[BC] Re: WLW related historical question

Jeffrey Kopp jeffreykopp
Tue Aug 8 12:15:23 CDT 2006


>[Glen:]  You mean, like, Kahn PowerSide?  <g>

No, I was unaware of that thing, though I see today that it was heavily discussed here several years ago. I do recall the earlier Kahn ISB system; in about 1979 I used two shipboard sideband receivers to try to hear it on Tijuana's station.

I was thinking of something simpler like A3H (which I see is now coded H3E). In the mid-70s during the clumsy conversion of marine voice to SSB, 2182 remained A3H ("compatible sideband") during the transition. Its performance was dismal (there was no appreciable improvement in output over AM), but the situation was very different (low-powered mobile transceivers) from broadcasting.

As most receivers today are digitally tuned, the carrier would need to be shifted 2 or 2.5kHz to put the wider sideband within the narrow bandpass of today's receivers while tuned to a 10kHz step, but I now  realize that would put all our carriers in unanticipated places (as received outside our borders), so the change would have to be continental.

"Back in the day" we could offset tune our receivers to hear a wider response; it was this trick I was thinking of. One can still do this on an analog tuner (or the rare digital tuner with 1kHz steps), though the audible improvement is meager compared to the old days.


• _WHAT TO WORK ON_:
An unchanged copy of each entry below is needed; keep the pictures out of it.

• _RECORDED DATA_:
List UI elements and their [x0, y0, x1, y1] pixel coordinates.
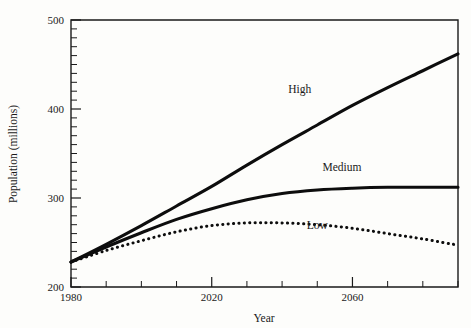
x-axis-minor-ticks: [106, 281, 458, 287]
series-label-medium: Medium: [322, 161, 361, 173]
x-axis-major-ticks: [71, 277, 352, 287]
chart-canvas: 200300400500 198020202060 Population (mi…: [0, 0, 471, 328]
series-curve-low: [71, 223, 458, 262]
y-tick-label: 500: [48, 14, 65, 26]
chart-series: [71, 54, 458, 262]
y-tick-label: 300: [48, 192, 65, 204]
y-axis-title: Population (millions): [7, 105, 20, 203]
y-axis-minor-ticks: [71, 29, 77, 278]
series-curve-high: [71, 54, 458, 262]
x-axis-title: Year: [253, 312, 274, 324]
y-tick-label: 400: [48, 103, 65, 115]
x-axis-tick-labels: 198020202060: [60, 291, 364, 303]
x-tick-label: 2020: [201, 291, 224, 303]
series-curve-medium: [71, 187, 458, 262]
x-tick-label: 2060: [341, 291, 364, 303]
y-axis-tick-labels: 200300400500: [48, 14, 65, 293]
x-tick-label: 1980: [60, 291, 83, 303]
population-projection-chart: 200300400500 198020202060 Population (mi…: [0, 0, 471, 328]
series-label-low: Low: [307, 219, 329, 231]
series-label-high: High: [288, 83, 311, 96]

• _ANSWER FOR THIS EXERCISE_:
List UI elements and their [x0, y0, x1, y1] pixel coordinates.
x-axis-minor-ticks: [106, 281, 458, 287]
series-label-medium: Medium: [322, 161, 361, 173]
x-axis-major-ticks: [71, 277, 352, 287]
chart-canvas: 200300400500 198020202060 Population (mi…: [0, 0, 471, 328]
series-curve-low: [71, 223, 458, 262]
y-tick-label: 500: [48, 14, 65, 26]
chart-series: [71, 54, 458, 262]
y-tick-label: 300: [48, 192, 65, 204]
y-axis-title: Population (millions): [7, 105, 20, 203]
y-axis-minor-ticks: [71, 29, 77, 278]
series-curve-high: [71, 54, 458, 262]
x-axis-title: Year: [253, 312, 274, 324]
y-tick-label: 400: [48, 103, 65, 115]
x-axis-tick-labels: 198020202060: [60, 291, 364, 303]
x-tick-label: 2020: [201, 291, 224, 303]
series-curve-medium: [71, 187, 458, 262]
x-tick-label: 2060: [341, 291, 364, 303]
y-axis-tick-labels: 200300400500: [48, 14, 65, 293]
x-tick-label: 1980: [60, 291, 83, 303]
population-projection-chart: 200300400500 198020202060 Population (mi…: [0, 0, 471, 328]
series-label-low: Low: [307, 219, 329, 231]
series-label-high: High: [288, 83, 311, 96]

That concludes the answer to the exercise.